Yale’s crusade against transparency and free inquiry

Time is running out for Georgetown University Law professor Nicholas Quinn Rosenkranz to secure the 4,000-plus signatures from Yale alumni necessary for those not otherwise selected by the university to win a seat on the ballot for the Yale Corporation, the body overseeing Yale University’s administration and operations.

No doubt university President Peter Salovey will breathe a sigh of relief if Rosenkranz cannot get the thousands of signatures needed for a place on the ballot. Alumni would then be forced to vote for a candidate selected by the “Yale Alumni Association for the Nomination of Alumni Fellows,” a body which includes the university secretary, another fellow selected by the existing corporation, and the president of the University Council (who is elected upon the recommendation of Salovey).

If this convoluted structure sounds familiar, it should: It is essentially the mechanism by which the Islamic Republic of Iran runs its elections, with overlapping committees preselecting those invested in the status quo and excluding anyone too reformist.

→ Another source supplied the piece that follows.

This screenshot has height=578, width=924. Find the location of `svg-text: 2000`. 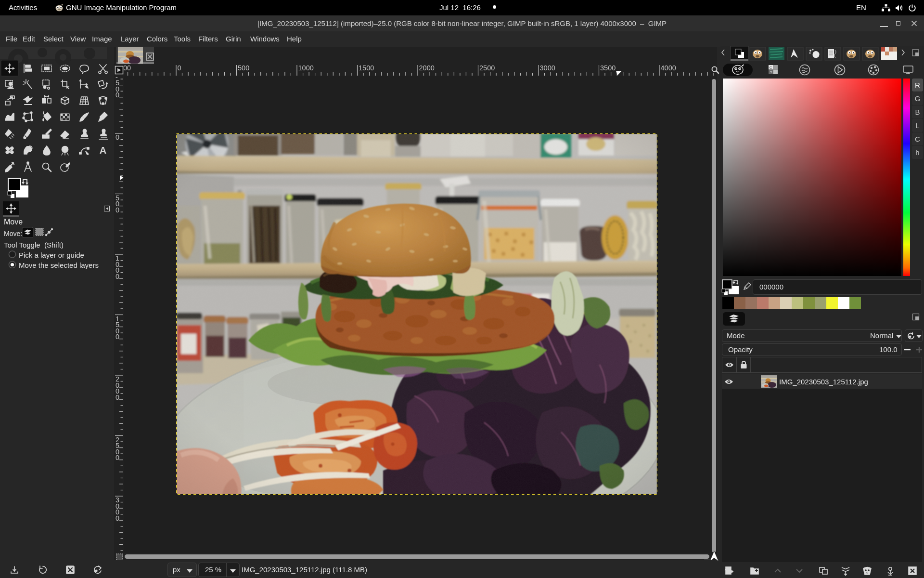

svg-text: 2000 is located at coordinates (427, 68).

That might sound like hyperbole and it is. But the broader question remains true: Why, year after year, do so many alumni feel the university seeks to avoid transparency? Rosenkranz’s campaign is not a Democrat vs. Republican or a progressive vs. conservative issue. Rather, he seeks fundamental answers from the university:

  • Why is Yale University increasingly hostile to free speech and the unfettered discourse at the heart of a quality institution?
  • Why does Yale have nearly twice the bureaucracy of peer universities like Harvard, and why does it have proportionately more management staff than all but four of 1,622 colleges and universities surveyed by The Chronicle of Higher Education?
  • Why has tuition more than doubled over the past 20 years, far outpacing inflation while faculty salaries lag behind peer institutes?

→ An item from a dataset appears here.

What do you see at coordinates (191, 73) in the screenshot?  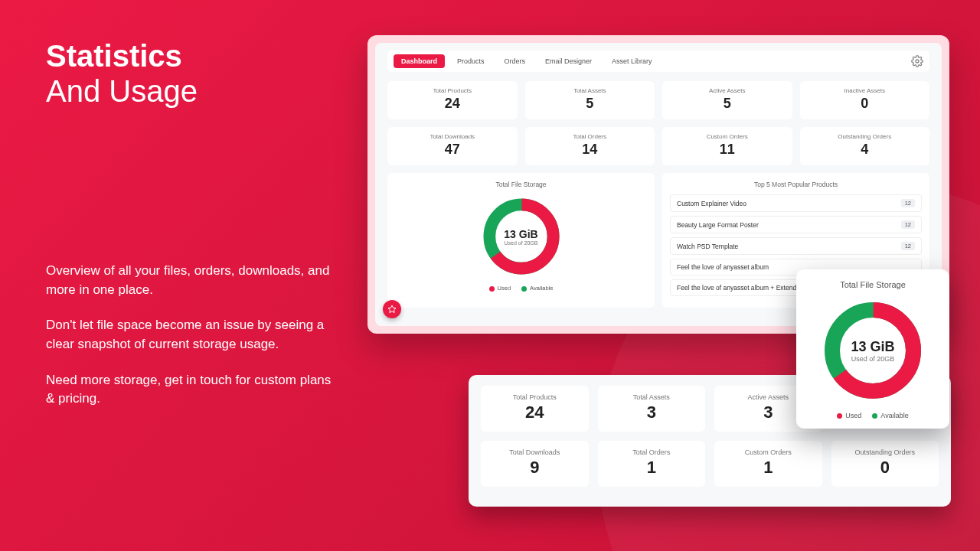 I see `hero-title: Statistics And Usage` at bounding box center [191, 73].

Yale University is increasingly off-the-rails from its core educational missions. Superficial diversity by skin color supplants intellectual diversity and an appreciation for competition for ideas. Students feel cowed into silence by peers willing to silence those who diverge from accepted politics or views on social issues, and the administrators who almost universally side with the silencers rather than the silenced. It destroys historic architecture to accommodate ever-proliferating safe spaces. It has lost alumni support. (I stopped giving when then-university registrar Barry S. Kane told me, “Yale doesn’t give a f— about alumni.”) And yet, it still subordinates free speech in a quest for foreign support, for example, quashing protests to avoid embarrassing visiting Chinese leaders.

The problem at Yale, as with many peer universities, is that university leaders know they have derailed the institution. They know that a gap exists between reality and what they tell alumni when soliciting funds. They also realize that years of political pandering has effectively put the inmates in charge of the asylum, each seeking to use the university name and prestige to endorse the latest social obsession or political trend, even if it comes at the expense of core mission: education and competition of ideas.

Keeping out transparency advocates and those who might ask critical questions essentially doubles down on opacity and continues the academic equivalent of a cover-up. It’s time Salovey and the Yale Corporation’s nominating committee ask whether hostility to divergent opinions is rooted in realization that they now seek to defend the indefensible.